Our Beliefs

As followers of Jesus, we believe:

God is the creator of the universe.

Christ is the incarnation of God on earth-fully human and fully God.

The Holy Spirit is the presence of God in the world and in the believer.

The Trinity is God as three persons--Father, Son and Holy Spirit.

The Church is a universal company of Christ's followers.

The forgiveness of sin is made possible by the crucifixion and resurrection of Jesus.

Life everlasting and the resurrection of the body is ours because Jesus rose from the dead on the third day.

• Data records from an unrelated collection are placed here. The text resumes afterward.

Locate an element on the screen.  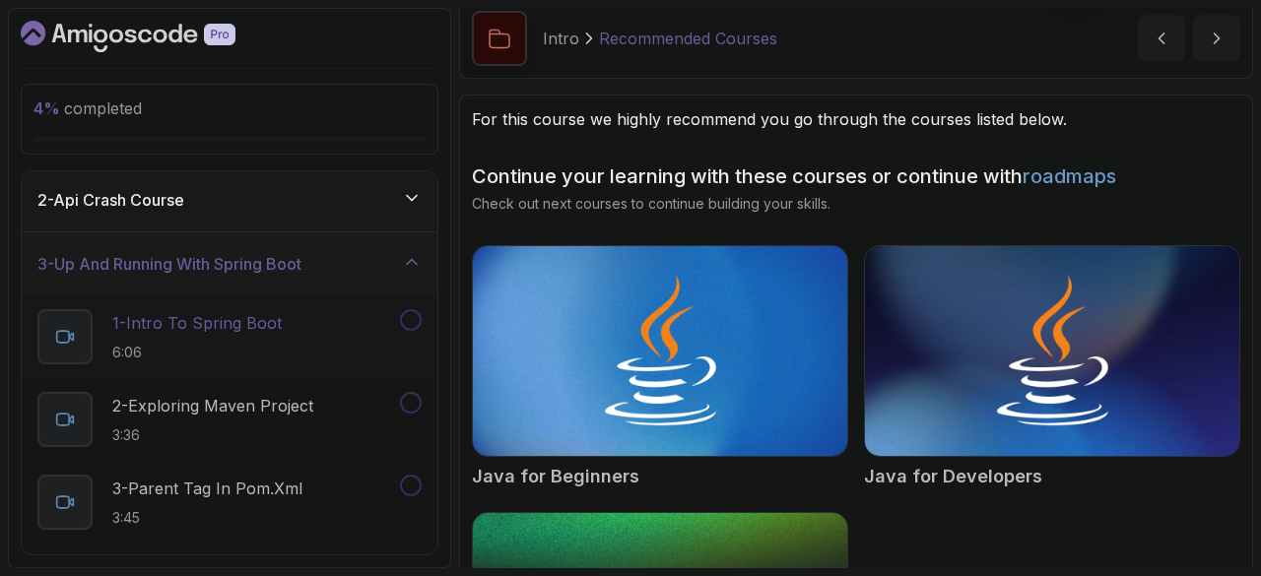
h3: 2 - Api Crash Course is located at coordinates (110, 200).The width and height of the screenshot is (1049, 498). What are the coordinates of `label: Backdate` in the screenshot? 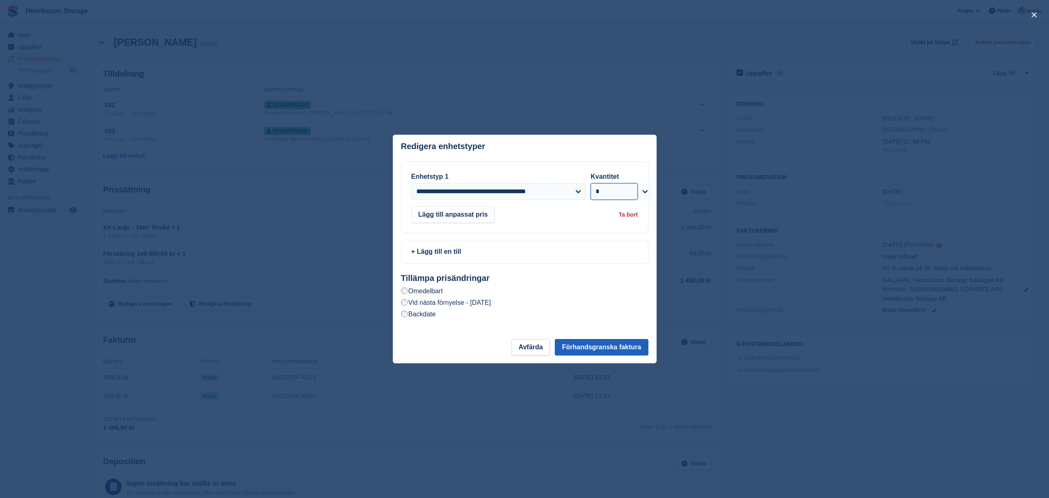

The Bible is the inspired Word of God.

 

As Protestants, we believe:

In Justification by Faith

We are justified, which means we are brought into a right relationship with God through grace.  This doesn't happen by our own effort but by the death of Jesus Christ on the cross.  Jesus took sin upon himself and became the full and final sacrifice for the sins of the world.

 

In the Authority of Scripture

Scripture is the written revelation of God and always points through the Holy Spirit to the living revelation of God in Christ.  The purpose of Scripture is to bring persons to salvation and guide them in living a life of faith.

 

In the Affirmation of the Majesty, Holiness and Providence of God

God is the one cho creates, sustains, rules, and redeems the world in his sovereign righteousness and love.

 

As Methodists, we emphasize:

 

Common Questions

We're often asked what Methodists believe about Heaven, hell, salvation, and marriage.  Here's a quick summary of our beliefs on several key topics.

 

 

 

Our belief is best summed up by Michael Bird’s summary of the Apostles’ Creed*

 

The story of our faith, as the Apostles’ Creed teaches us, is this: we believe in God, the Father Almighty, from whom the Son is eternally begotten and from whom the Spirit proceeds, one God in three persons. God the Father, with the Son and the Spirit acting like his hands, is the creator of heaven and earth. Humanity was created to rule over God’s creation but fell into transgression and corruption. God’s saving plan and promise was to rescue this world, and this rescue began with the call of Abraham and with his covenant with Israel, through whom the promised deliverer would come. It is in the midst of Israel that Jesus was conceived by the power of the Holy Spirit and born of the Virgin Mary. His mission was to bring Israel’s story to its climax and to dethrone the evil that tyrannized the world. His gospel of the kingdom drew together the nucleus of a renewed Israel among his followers, who would carry God’s purposes forward to the ends of the Earth. After Jesus came to Jerusalem for one fateful visit, he suffered under the injustice of Pontius Pilate, was crucified, died, and was buried. Jesus’s death was an atonement for sins, his resurrection on the third day was the start of the new creation, and his ascension into heaven marked the beginning of a new divine order over the world. The church now has the duty of living in the power of the Holy Spirit to declare the forgiveness of sins and the restoration of all things. We do this until the glorious day when Jesus returns from heaven to put the world to rights, to judge the living and the dead, to rescue his people, and to bring them into the new heaven and new earth. The goal of our hope is not a disembodied bliss in heaven but rather the resurrection of the body and life everlasting in God’s new world. This is the Christian story, the church’s story, the story we live by, the story which gets our “amen”. This is the story we sing about and proclaim until such a time when “God’s dwelling place is now among people, and he will dwell with them. They will be his people, and God himself will be with them and be their God” (Rev 21:3).

 

Michael F. Bird, What Christians Ought To Believe: An Introduction to Christian Doctrine Through The Apostles’ Creed, (Grand Rapids: Zondervan Academic, 2016), 219-220.